His mouth moved slowly, his brow furrowed. “Why do you have money hoarders?”

I blinked. “Don’t you have billionaires?”

He shook his head, lips unmoving.

I looked around, realising suddenly how far out we were. Last time I’d been in too much pain to notice much of anything. His little shack on the shore seemed an impossible distance, though I could swim, if I wasn’t too off my face to stay on task. The pain wasn’t a barrier. At all. “Weird world,” I mused aloud.

“We come from different places,” he agreed, the words polite. “We were both Called, though, because this is where we belong.”

My hackles rose. I’d never liked being told what I ought to do. I’d learned to accept it occasionally as an adult, but only due to trial and error—emphasis onerror. And I didn’t believe in fate and magic and shit.

“You dislike that,” he said, frowning a little. “But I am concerned for your mental state and sobriety, so we must prioritise getting you to the bioscanner. Fill your lungs to receive my gratitude.”

The waves carried us through a dip and swell, but never came near my mouth.
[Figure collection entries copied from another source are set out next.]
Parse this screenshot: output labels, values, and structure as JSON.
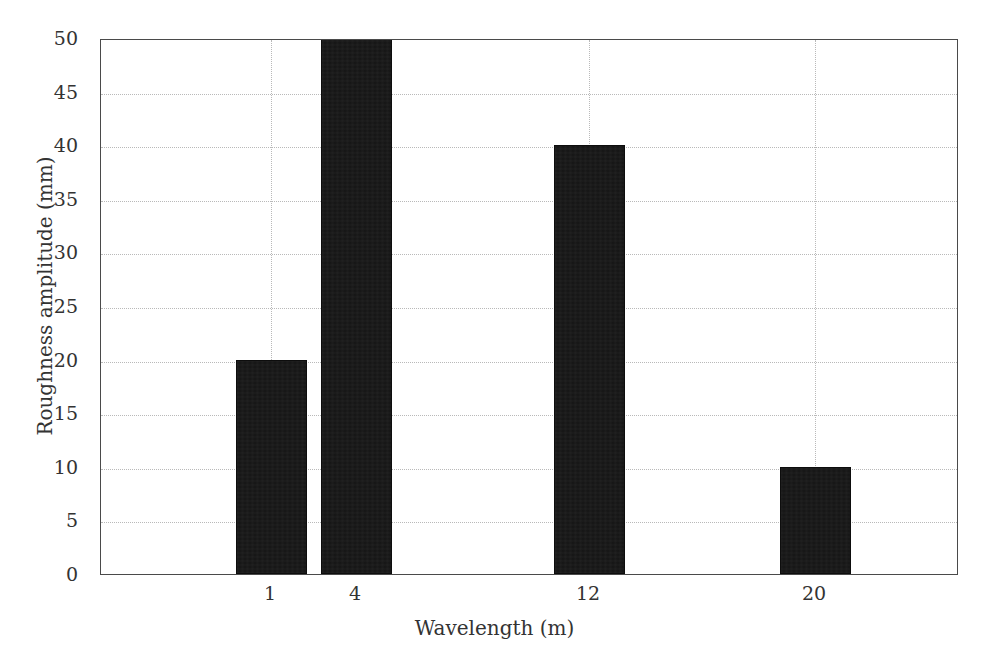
{
  "chart_data": {
    "type": "bar",
    "title": "",
    "xlabel": "Wavelength (m)",
    "ylabel": "Roughness amplitude (mm)",
    "categories": [
      "1",
      "4",
      "12",
      "20"
    ],
    "values": [
      20,
      50,
      40,
      10
    ],
    "value_notes": [
      "top at 20 gridline",
      "bar clipped at plot top, value >= 50",
      "top at 40 gridline",
      "top at 10 gridline"
    ],
    "ylim": [
      0,
      50
    ],
    "ytick_labels": [
      "0",
      "5",
      "10",
      "15",
      "20",
      "25",
      "30",
      "35",
      "40",
      "45",
      "50"
    ],
    "ytick_values": [
      0,
      5,
      10,
      15,
      20,
      25,
      30,
      35,
      40,
      45,
      50
    ],
    "xtick_labels": [
      "1",
      "4",
      "12",
      "20"
    ],
    "grid": true,
    "grid_style": "dotted",
    "legend": null,
    "bar_color": "#141414",
    "grid_color": "#b9b9b9",
    "axis_color": "#4a4a4a",
    "background_color": "#ffffff"
  }
}
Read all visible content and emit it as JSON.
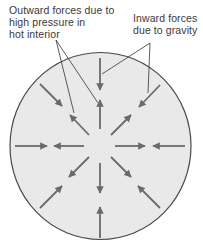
{
  "diagram": {
    "type": "force-balance-sphere",
    "labels": {
      "outward": {
        "lines": [
          "Outward forces due to",
          "high pressure in",
          "hot interior"
        ]
      },
      "inward": {
        "lines": [
          "Inward forces",
          "due to gravity"
        ]
      }
    },
    "colors": {
      "circle_fill": "#e9e9e9",
      "circle_stroke": "#4a4a4a",
      "arrow": "#6a6a6a",
      "leader": "#333333",
      "text": "#3a3a3a"
    },
    "arrow_directions": [
      "N",
      "NE",
      "E",
      "SE",
      "S",
      "SW",
      "W",
      "NW"
    ],
    "arrow_pairs": 8
  }
}
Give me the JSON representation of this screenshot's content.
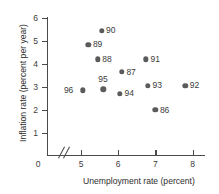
{
  "chart_data": {
    "type": "scatter",
    "title": "",
    "xlabel": "Unemployment rate (percent)",
    "ylabel": "Inflation rate (percent per year)",
    "xlim": [
      4.6,
      8.3
    ],
    "ylim": [
      0,
      6.4
    ],
    "xticks": [
      5,
      6,
      7,
      8
    ],
    "yticks": [
      1,
      2,
      3,
      4,
      5,
      6
    ],
    "xtick_labels": [
      "5",
      "6",
      "7",
      "8"
    ],
    "ytick_labels": [
      "1",
      "2",
      "3",
      "4",
      "5",
      "6"
    ],
    "origin_label": "0",
    "axis_break": true,
    "axis_break_symbol": "//",
    "grid": false,
    "legend": "none",
    "point_color": "#5b5b5b",
    "axis_color": "#4a4a4a",
    "points": [
      {
        "label": "90",
        "x": 5.55,
        "y": 5.45,
        "label_pos": "right"
      },
      {
        "label": "89",
        "x": 5.2,
        "y": 4.85,
        "label_pos": "right"
      },
      {
        "label": "88",
        "x": 5.45,
        "y": 4.2,
        "label_pos": "right"
      },
      {
        "label": "91",
        "x": 6.75,
        "y": 4.2,
        "label_pos": "right"
      },
      {
        "label": "87",
        "x": 6.1,
        "y": 3.65,
        "label_pos": "right"
      },
      {
        "label": "95",
        "x": 5.6,
        "y": 2.9,
        "label_pos": "above"
      },
      {
        "label": "96",
        "x": 5.05,
        "y": 2.85,
        "label_pos": "left"
      },
      {
        "label": "93",
        "x": 6.8,
        "y": 3.05,
        "label_pos": "right"
      },
      {
        "label": "92",
        "x": 7.8,
        "y": 3.05,
        "label_pos": "right"
      },
      {
        "label": "94",
        "x": 6.05,
        "y": 2.7,
        "label_pos": "right"
      },
      {
        "label": "86",
        "x": 7.0,
        "y": 2.0,
        "label_pos": "right"
      }
    ]
  }
}
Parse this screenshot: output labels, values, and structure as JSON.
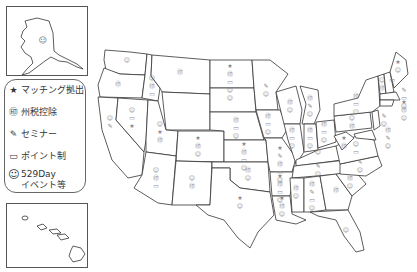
{
  "legend": {
    "items": [
      {
        "icon": "star-icon",
        "glyph": "★",
        "label": "マッチング拠出"
      },
      {
        "icon": "coins-icon",
        "glyph": "㊞",
        "label": "州税控除"
      },
      {
        "icon": "pen-icon",
        "glyph": "✎",
        "label": "セミナー"
      },
      {
        "icon": "card-icon",
        "glyph": "▭",
        "label": "ポイント制"
      },
      {
        "icon": "smiley-icon",
        "glyph": "☺",
        "label": "529Day\nイベント等"
      }
    ]
  },
  "insets": {
    "alaska": {
      "label": "Alaska",
      "markers": [
        "smiley"
      ]
    },
    "hawaii": {
      "label": "Hawaii",
      "markers": [
        "smiley"
      ]
    }
  },
  "glyphs": {
    "smiley": "☺",
    "coins": "㊞",
    "star": "★",
    "pen": "✎",
    "card": "▭"
  },
  "states": [
    {
      "name": "WA",
      "markers": [
        "smiley"
      ]
    },
    {
      "name": "OR",
      "markers": [
        "coins"
      ]
    },
    {
      "name": "ID",
      "markers": [
        "smiley",
        "coins",
        "card"
      ]
    },
    {
      "name": "MT",
      "markers": [
        "coins"
      ]
    },
    {
      "name": "CA",
      "markers": [
        "smiley",
        "pen"
      ]
    },
    {
      "name": "NV",
      "markers": [
        "smiley",
        "card",
        "star"
      ]
    },
    {
      "name": "UT",
      "markers": [
        "smiley",
        "star",
        "coins"
      ]
    },
    {
      "name": "CO",
      "markers": [
        "star",
        "coins",
        "smiley"
      ]
    },
    {
      "name": "AZ",
      "markers": [
        "smiley",
        "coins",
        "card"
      ]
    },
    {
      "name": "NM",
      "markers": [
        "smiley",
        "coins"
      ]
    },
    {
      "name": "ND",
      "markers": [
        "star",
        "coins",
        "card",
        "smiley"
      ]
    },
    {
      "name": "SD",
      "markers": [
        "smiley"
      ]
    },
    {
      "name": "NE",
      "markers": [
        "coins",
        "card",
        "smiley"
      ]
    },
    {
      "name": "KS",
      "markers": [
        "star",
        "coins",
        "card",
        "smiley"
      ]
    },
    {
      "name": "OK",
      "markers": [
        "coins",
        "smiley"
      ]
    },
    {
      "name": "TX",
      "markers": [
        "star",
        "smiley"
      ]
    },
    {
      "name": "MN",
      "markers": [
        "pen",
        "smiley"
      ]
    },
    {
      "name": "IA",
      "markers": [
        "coins",
        "card",
        "smiley"
      ]
    },
    {
      "name": "MO",
      "markers": [
        "star",
        "pen",
        "coins",
        "card",
        "smiley"
      ]
    },
    {
      "name": "AR",
      "markers": [
        "star",
        "coins",
        "card",
        "smiley"
      ]
    },
    {
      "name": "LA",
      "markers": [
        "star",
        "coins",
        "smiley"
      ]
    },
    {
      "name": "WI",
      "markers": [
        "coins",
        "smiley"
      ]
    },
    {
      "name": "IL",
      "markers": [
        "coins",
        "card",
        "smiley"
      ]
    },
    {
      "name": "MI",
      "markers": [
        "coins",
        "pen",
        "smiley"
      ]
    },
    {
      "name": "IN",
      "markers": [
        "coins",
        "card",
        "smiley"
      ]
    },
    {
      "name": "OH",
      "markers": [
        "coins",
        "card",
        "smiley"
      ]
    },
    {
      "name": "KY",
      "markers": [
        "smiley"
      ]
    },
    {
      "name": "TN",
      "markers": [
        "pen",
        "smiley"
      ]
    },
    {
      "name": "MS",
      "markers": [
        "coins",
        "smiley"
      ]
    },
    {
      "name": "AL",
      "markers": [
        "coins",
        "pen",
        "card",
        "smiley"
      ]
    },
    {
      "name": "GA",
      "markers": [
        "coins"
      ]
    },
    {
      "name": "FL",
      "markers": [
        "smiley"
      ]
    },
    {
      "name": "SC",
      "markers": [
        "coins",
        "smiley"
      ]
    },
    {
      "name": "NC",
      "markers": [
        "pen",
        "smiley"
      ]
    },
    {
      "name": "VA",
      "markers": [
        "smiley",
        "card"
      ]
    },
    {
      "name": "WV",
      "markers": [
        "star",
        "coins"
      ]
    },
    {
      "name": "PA",
      "markers": [
        "smiley",
        "coins"
      ]
    },
    {
      "name": "NY",
      "markers": [
        "coins",
        "card",
        "smiley"
      ]
    },
    {
      "name": "ME",
      "markers": [
        "star",
        "smiley"
      ]
    },
    {
      "name": "VT",
      "markers": [
        "smiley",
        "coins"
      ]
    },
    {
      "name": "NH",
      "markers": [
        "card"
      ]
    },
    {
      "name": "MA",
      "markers": [
        "pen",
        "card",
        "smiley"
      ]
    },
    {
      "name": "CT",
      "markers": [
        "star",
        "coins",
        "smiley"
      ]
    },
    {
      "name": "NJ",
      "markers": [
        "pen",
        "smiley"
      ]
    },
    {
      "name": "MD",
      "markers": [
        "coins",
        "pen",
        "smiley"
      ]
    }
  ]
}
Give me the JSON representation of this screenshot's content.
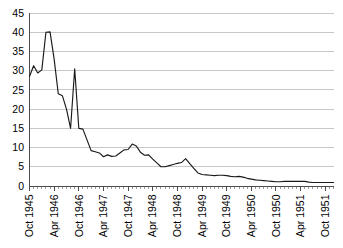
{
  "chart_data": {
    "type": "line",
    "title": "",
    "subtitle": "",
    "xlabel": "",
    "ylabel": "",
    "grid": "horizontal",
    "legend": "none",
    "ylim": [
      0,
      45
    ],
    "ytick_step": 5,
    "ytick_labels": [
      "0",
      "5",
      "10",
      "15",
      "20",
      "25",
      "30",
      "35",
      "40",
      "45"
    ],
    "ytick_values": [
      0,
      5,
      10,
      15,
      20,
      25,
      30,
      35,
      40,
      45
    ],
    "xtick_labels": [
      "Oct 1945",
      "Apr 1946",
      "Oct 1946",
      "Apr 1947",
      "Oct 1947",
      "Apr 1948",
      "Oct 1948",
      "Apr 1949",
      "Oct 1949",
      "Apr 1950",
      "Oct 1950",
      "Apr 1951",
      "Oct 1951"
    ],
    "xtick_label_rotation": -90,
    "x_minor_tick_interval": "1 month",
    "x_major_tick_interval": "6 months",
    "x": [
      "Oct 1945",
      "Nov 1945",
      "Dec 1945",
      "Jan 1946",
      "Feb 1946",
      "Mar 1946",
      "Apr 1946",
      "May 1946",
      "Jun 1946",
      "Jul 1946",
      "Aug 1946",
      "Sep 1946",
      "Oct 1946",
      "Nov 1946",
      "Dec 1946",
      "Jan 1947",
      "Feb 1947",
      "Mar 1947",
      "Apr 1947",
      "May 1947",
      "Jun 1947",
      "Jul 1947",
      "Aug 1947",
      "Sep 1947",
      "Oct 1947",
      "Nov 1947",
      "Dec 1947",
      "Jan 1948",
      "Feb 1948",
      "Mar 1948",
      "Apr 1948",
      "May 1948",
      "Jun 1948",
      "Jul 1948",
      "Aug 1948",
      "Sep 1948",
      "Oct 1948",
      "Nov 1948",
      "Dec 1948",
      "Jan 1949",
      "Feb 1949",
      "Mar 1949",
      "Apr 1949",
      "May 1949",
      "Jun 1949",
      "Jul 1949",
      "Aug 1949",
      "Sep 1949",
      "Oct 1949",
      "Nov 1949",
      "Dec 1949",
      "Jan 1950",
      "Feb 1950",
      "Mar 1950",
      "Apr 1950",
      "May 1950",
      "Jun 1950",
      "Jul 1950",
      "Aug 1950",
      "Sep 1950",
      "Oct 1950",
      "Nov 1950",
      "Dec 1950",
      "Jan 1951",
      "Feb 1951",
      "Mar 1951",
      "Apr 1951",
      "May 1951",
      "Jun 1951",
      "Jul 1951",
      "Aug 1951",
      "Sep 1951",
      "Oct 1951",
      "Nov 1951",
      "Dec 1951"
    ],
    "values": [
      28.5,
      31.3,
      29.4,
      30.2,
      40.0,
      40.1,
      33.0,
      24.0,
      23.5,
      20.0,
      15.0,
      30.5,
      15.0,
      14.8,
      12.0,
      9.2,
      8.9,
      8.6,
      7.6,
      8.1,
      7.7,
      7.8,
      8.6,
      9.4,
      9.5,
      10.9,
      10.4,
      8.8,
      8.0,
      8.1,
      7.0,
      6.0,
      5.0,
      5.0,
      5.3,
      5.6,
      5.9,
      6.1,
      7.1,
      5.8,
      4.6,
      3.4,
      3.0,
      2.9,
      2.8,
      2.7,
      2.8,
      2.8,
      2.7,
      2.5,
      2.4,
      2.5,
      2.3,
      2.0,
      1.8,
      1.6,
      1.5,
      1.4,
      1.3,
      1.2,
      1.1,
      1.1,
      1.2,
      1.2,
      1.2,
      1.2,
      1.2,
      1.2,
      1.0,
      0.9,
      0.9,
      0.9,
      0.9,
      0.9,
      0.9
    ],
    "colors": {
      "line": "#1a1a1a",
      "grid": "#b9b9b9",
      "axis": "#4d4d4d",
      "background": "#ffffff",
      "text": "#000000"
    }
  }
}
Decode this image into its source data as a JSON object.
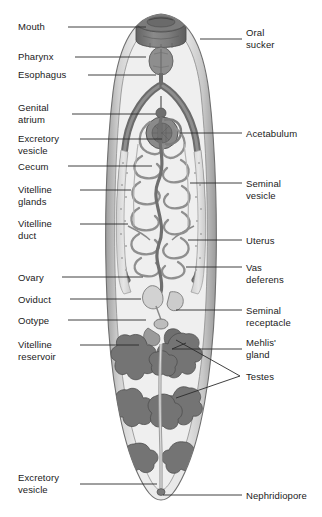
{
  "diagram": {
    "view": "ventral whole-mount, anterior at top",
    "style": "grayscale line drawing with stippled shading",
    "colors": {
      "background": "#ffffff",
      "label_text": "#1a1a1a",
      "leader_line": "#2b2b2b",
      "body_outline": "#6f6f6f",
      "body_fill_light": "#e3e3e3",
      "tegument_band": "#c9c9c9",
      "parenchyma": "#efefef",
      "organ_dark": "#6e6e6e",
      "organ_mid": "#9c9c9c",
      "organ_light": "#d6d6d6",
      "sucker_dark": "#707070",
      "testes": "#747474",
      "vitelline": "#dcdcdc"
    }
  },
  "labels_left": [
    {
      "id": "mouth",
      "text": "Mouth",
      "x": 18,
      "y": 21,
      "line_from_x": 68,
      "line_y": 27,
      "line_to_x": 146
    },
    {
      "id": "pharynx",
      "text": "Pharynx",
      "x": 18,
      "y": 51,
      "line_from_x": 75,
      "line_y": 57,
      "line_to_x": 146
    },
    {
      "id": "esophagus",
      "text": "Esophagus",
      "x": 18,
      "y": 69,
      "line_from_x": 88,
      "line_y": 75,
      "line_to_x": 156
    },
    {
      "id": "genital-atrium",
      "text": "Genital\natrium",
      "x": 18,
      "y": 102,
      "line_from_x": 72,
      "line_y": 114,
      "line_to_x": 156
    },
    {
      "id": "excretory-vesicle-1",
      "text": "Excretory\nvesicle",
      "x": 18,
      "y": 133,
      "line_from_x": 80,
      "line_y": 139,
      "line_to_x": 162
    },
    {
      "id": "cecum",
      "text": "Cecum",
      "x": 18,
      "y": 161,
      "line_from_x": 68,
      "line_y": 166,
      "line_to_x": 152
    },
    {
      "id": "vitelline-glands",
      "text": "Vitelline\nglands",
      "x": 18,
      "y": 184,
      "line_from_x": 80,
      "line_y": 190,
      "line_to_x": 131
    },
    {
      "id": "vitelline-duct",
      "text": "Vitelline\nduct",
      "x": 18,
      "y": 218,
      "line_from_x": 80,
      "line_y": 224,
      "line_to_x": 128
    },
    {
      "id": "ovary",
      "text": "Ovary",
      "x": 18,
      "y": 272,
      "line_from_x": 62,
      "line_y": 277,
      "line_to_x": 143
    },
    {
      "id": "oviduct",
      "text": "Oviduct",
      "x": 18,
      "y": 294,
      "line_from_x": 70,
      "line_y": 299,
      "line_to_x": 141
    },
    {
      "id": "ootype",
      "text": "Ootype",
      "x": 18,
      "y": 315,
      "line_from_x": 68,
      "line_y": 320,
      "line_to_x": 146
    },
    {
      "id": "vitelline-reservoir",
      "text": "Vitelline\nreservoir",
      "x": 18,
      "y": 339,
      "line_from_x": 80,
      "line_y": 345,
      "line_to_x": 139
    },
    {
      "id": "excretory-vesicle-2",
      "text": "Excretory\nvesicle",
      "x": 18,
      "y": 472,
      "line_from_x": 80,
      "line_y": 484,
      "line_to_x": 157
    }
  ],
  "labels_right": [
    {
      "id": "oral-sucker",
      "text": "Oral\nsucker",
      "x": 246,
      "y": 27,
      "line_from_x": 200,
      "line_y": 39,
      "line_to_x": 242
    },
    {
      "id": "acetabulum",
      "text": "Acetabulum",
      "x": 246,
      "y": 128,
      "line_from_x": 180,
      "line_y": 133,
      "line_to_x": 242
    },
    {
      "id": "seminal-vesicle",
      "text": "Seminal\nvesicle",
      "x": 246,
      "y": 178,
      "line_from_x": 190,
      "line_y": 183,
      "line_to_x": 242
    },
    {
      "id": "uterus",
      "text": "Uterus",
      "x": 246,
      "y": 235,
      "line_from_x": 188,
      "line_y": 240,
      "line_to_x": 242
    },
    {
      "id": "vas-deferens",
      "text": "Vas\ndeferens",
      "x": 246,
      "y": 262,
      "line_from_x": 186,
      "line_y": 267,
      "line_to_x": 242
    },
    {
      "id": "seminal-receptacle",
      "text": "Seminal\nreceptacle",
      "x": 246,
      "y": 305,
      "line_from_x": 176,
      "line_y": 310,
      "line_to_x": 242
    },
    {
      "id": "mehlis-gland",
      "text": "Mehlis'\ngland",
      "x": 246,
      "y": 337,
      "line_from_x": 172,
      "line_y": 349,
      "line_to_x": 242
    },
    {
      "id": "testes",
      "text": "Testes",
      "x": 246,
      "y": 371,
      "line_from_x": 240,
      "line_y": 376,
      "line_to_x": 242
    },
    {
      "id": "nephridiopore",
      "text": "Nephridiopore",
      "x": 246,
      "y": 490,
      "line_from_x": 163,
      "line_y": 495,
      "line_to_x": 242
    }
  ],
  "testes_bracket": {
    "apex_x": 240,
    "apex_y": 376,
    "upper_end_x": 176,
    "upper_end_y": 340,
    "lower_end_x": 176,
    "lower_end_y": 398
  },
  "structures": [
    {
      "id": "body",
      "name": "body outline"
    },
    {
      "id": "oral-sucker",
      "name": "oral sucker"
    },
    {
      "id": "pharynx",
      "name": "pharynx"
    },
    {
      "id": "esophagus",
      "name": "esophagus"
    },
    {
      "id": "cecum-left",
      "name": "left cecum"
    },
    {
      "id": "cecum-right",
      "name": "right cecum"
    },
    {
      "id": "acetabulum",
      "name": "acetabulum (ventral sucker)"
    },
    {
      "id": "uterus",
      "name": "coiled uterus"
    },
    {
      "id": "vitelline-glands",
      "name": "vitelline glands"
    },
    {
      "id": "ovary",
      "name": "ovary"
    },
    {
      "id": "testes",
      "name": "branched testes"
    },
    {
      "id": "excretory-vesicle",
      "name": "excretory vesicle"
    }
  ]
}
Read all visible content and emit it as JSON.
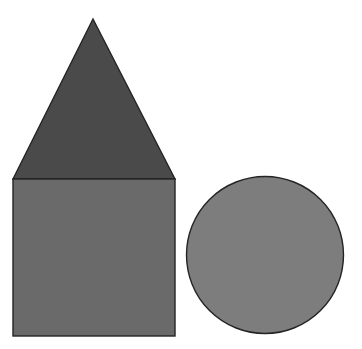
{
  "canvas": {
    "width": 362,
    "height": 349,
    "background_color": "#ffffff",
    "title": "Geometric shapes: house (triangle over square) and circle"
  },
  "palette": {
    "triangle_fill": "#4a4a4a",
    "square_fill": "#6a6a6a",
    "circle_fill": "#7d7d7d",
    "outline": "#242424",
    "background": "#ffffff"
  },
  "shapes": [
    {
      "id": "triangle",
      "name": "triangle",
      "label": "Triangle",
      "fill_color": "#4a4a4a",
      "stroke_color": "#242424",
      "stroke_width": 1.4,
      "points": "93,19 175,179 13,179",
      "apex_x": 93,
      "apex_y": 19,
      "base_left_x": 13,
      "base_right_x": 175,
      "base_y": 179,
      "base_width": 162,
      "height": 160
    },
    {
      "id": "square",
      "name": "square",
      "label": "Square",
      "fill_color": "#6a6a6a",
      "stroke_color": "#242424",
      "stroke_width": 1.4,
      "x": 13,
      "y": 179,
      "width": 162,
      "height": 157
    },
    {
      "id": "circle",
      "name": "circle",
      "label": "Circle",
      "fill_color": "#7d7d7d",
      "stroke_color": "#242424",
      "stroke_width": 1.4,
      "center_x": 265,
      "center_y": 255,
      "radius": 78.5,
      "diameter": 157
    }
  ]
}
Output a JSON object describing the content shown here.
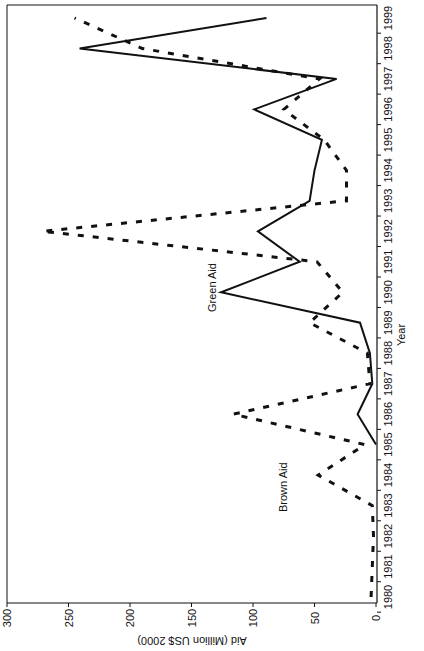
{
  "chart_data": {
    "type": "line",
    "orientation": "rotated-90-ccw",
    "title": "",
    "xlabel": "Year",
    "ylabel": "Aid (Million US$ 2000)",
    "ylim": [
      0,
      300
    ],
    "yticks": [
      0,
      50,
      100,
      150,
      200,
      250,
      300
    ],
    "x": [
      1980,
      1981,
      1982,
      1983,
      1984,
      1985,
      1986,
      1987,
      1988,
      1989,
      1990,
      1991,
      1992,
      1993,
      1994,
      1995,
      1996,
      1997,
      1998,
      1999
    ],
    "grid": false,
    "legend": "inline labels",
    "series": [
      {
        "name": "Green Aid",
        "style": "solid",
        "color": "#111111",
        "label": "Green Aid",
        "values": [
          null,
          null,
          null,
          null,
          null,
          0,
          15,
          3,
          5,
          13,
          126,
          62,
          96,
          54,
          50,
          44,
          99,
          32,
          241,
          89
        ]
      },
      {
        "name": "Brown Aid",
        "style": "dashed",
        "color": "#111111",
        "label": "Brown Aid",
        "values": [
          4,
          3,
          2,
          3,
          47,
          9,
          116,
          5,
          7,
          54,
          27,
          48,
          271,
          24,
          24,
          42,
          75,
          46,
          190,
          245
        ]
      }
    ]
  },
  "labels": {
    "green": "Green Aid",
    "brown": "Brown Aid",
    "xlabel": "Year",
    "ylabel": "Aid (Million US$ 2000)"
  }
}
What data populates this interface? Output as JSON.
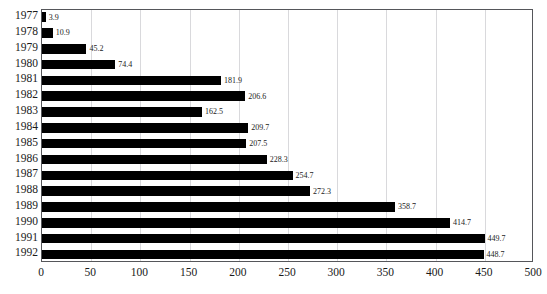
{
  "chart_data": {
    "type": "bar",
    "orientation": "horizontal",
    "title": "",
    "xlabel": "",
    "ylabel": "",
    "categories": [
      "1977",
      "1978",
      "1979",
      "1980",
      "1981",
      "1982",
      "1983",
      "1984",
      "1985",
      "1986",
      "1987",
      "1988",
      "1989",
      "1990",
      "1991",
      "1992"
    ],
    "values": [
      3.9,
      10.9,
      45.2,
      74.4,
      181.9,
      206.6,
      162.5,
      209.7,
      207.5,
      228.3,
      254.7,
      272.3,
      358.7,
      414.7,
      449.7,
      448.7
    ],
    "value_labels": [
      "3.9",
      "10.9",
      "45.2",
      "74.4",
      "181.9",
      "206.6",
      "162.5",
      "209.7",
      "207.5",
      "228.3",
      "254.7",
      "272.3",
      "358.7",
      "414.7",
      "449.7",
      "448.7"
    ],
    "xlim": [
      0,
      500
    ],
    "xticks": [
      0,
      50,
      100,
      150,
      200,
      250,
      300,
      350,
      400,
      450,
      500
    ],
    "xtick_labels": [
      "0",
      "50",
      "100",
      "150",
      "200",
      "250",
      "300",
      "350",
      "400",
      "450",
      "500"
    ],
    "grid": "vertical",
    "legend": null,
    "bar_color": "#000000",
    "gridline_color": "#d9d9dc",
    "frame_color": "#55565a",
    "background_color": "#ffffff",
    "text_color": "#1a1a1a"
  }
}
My hair was going to beruinedby all the salt, but I wondered if I looked like some sort of cute, fat mermaid with it fanning out in the water. I liked the idea.

I barely had time to suck in air before he was taking us under.

“You do not have air for conversation underwater,” he told me, as he swam. “I advise questions be asked after we arrive. But if you look to your right you will see one Power Source As Yet Unnamed In Your Language glowing.”

I kicked along with him and followed his outstretched arm. My eyes caught on the tentacles and a shiver of delight rippled through me as I remembered feeling them tugging delightfully against my skin.

He’d be thebesthugger.

Beyond his arm, though, or whatever the fuck those limbs were called, there was a bright pink glow that made something deep inside me twist and ache, like when I listened to one of those songs that was a gut-punch, or a good, misty sunrise spent blissfully alone.

“Do not expel your air,” he said, and the alarm in his tone made my attention snap back to his worried expression. The green of his hair danced around his face and his eyes turned forward. They held so much awe as he took in his future that it made my heart hurt to see. “It calls to us. The Vibration of Energy Particles In a Method Not Yet Identified In Your Language makes our bodies hunger to find our place, keeping us unsettled until we are in our role.”

And here was me thinking I just had undiagnosed ADHD.

Why not both?

“The Small Fish Not Yet Identified In Your Language interact with The Vibration of Energy Particles In a Method Not Yet Identified In Your Language every twomoon.” His lips were still moving. I didn’t see any gills, though? And how did that work under water, anyway? I just stared at him, drinking it all in. “There was a storm last twomoon, and we lost many Small Fish Not Yet Identified In Your Language.”

That was it? That didn’t sound like the worst trash-fire. I wanted to ask if there was only like fifty of them left in the wild, but my lungs were burning and I just kept on kicking as he guided me around the big rock and toward where his lab glowed in welcome.

“Population would recover in a few years if they were left,” he added. “However, any small proceedings can commence a chain of events that can have catastrophic impacts.”

A stitch in time saves nine.I recalled words from a hazily remembered educator at my before school care program when I was little. I couldn’t remember the woman’s name, but she’d smelled of lanolin, and she’d been patient. I’d wondered if I’d acquired her love of crocheting simply because she’d existed alongside me at the right time in my life. What would’ve happened if I’d hung out with someone who liked hedge funds?

We surfaced in the peaceful pocket of his lab and I looked around again, little details jumping out at me that I hadn’t taken in last time. The soft shape of the glowing lights, the clinical but not cold tanks that had clean sand and colourful vegetation, the bits of driftwood hung up like decorations or hooks against the smooth stone walls.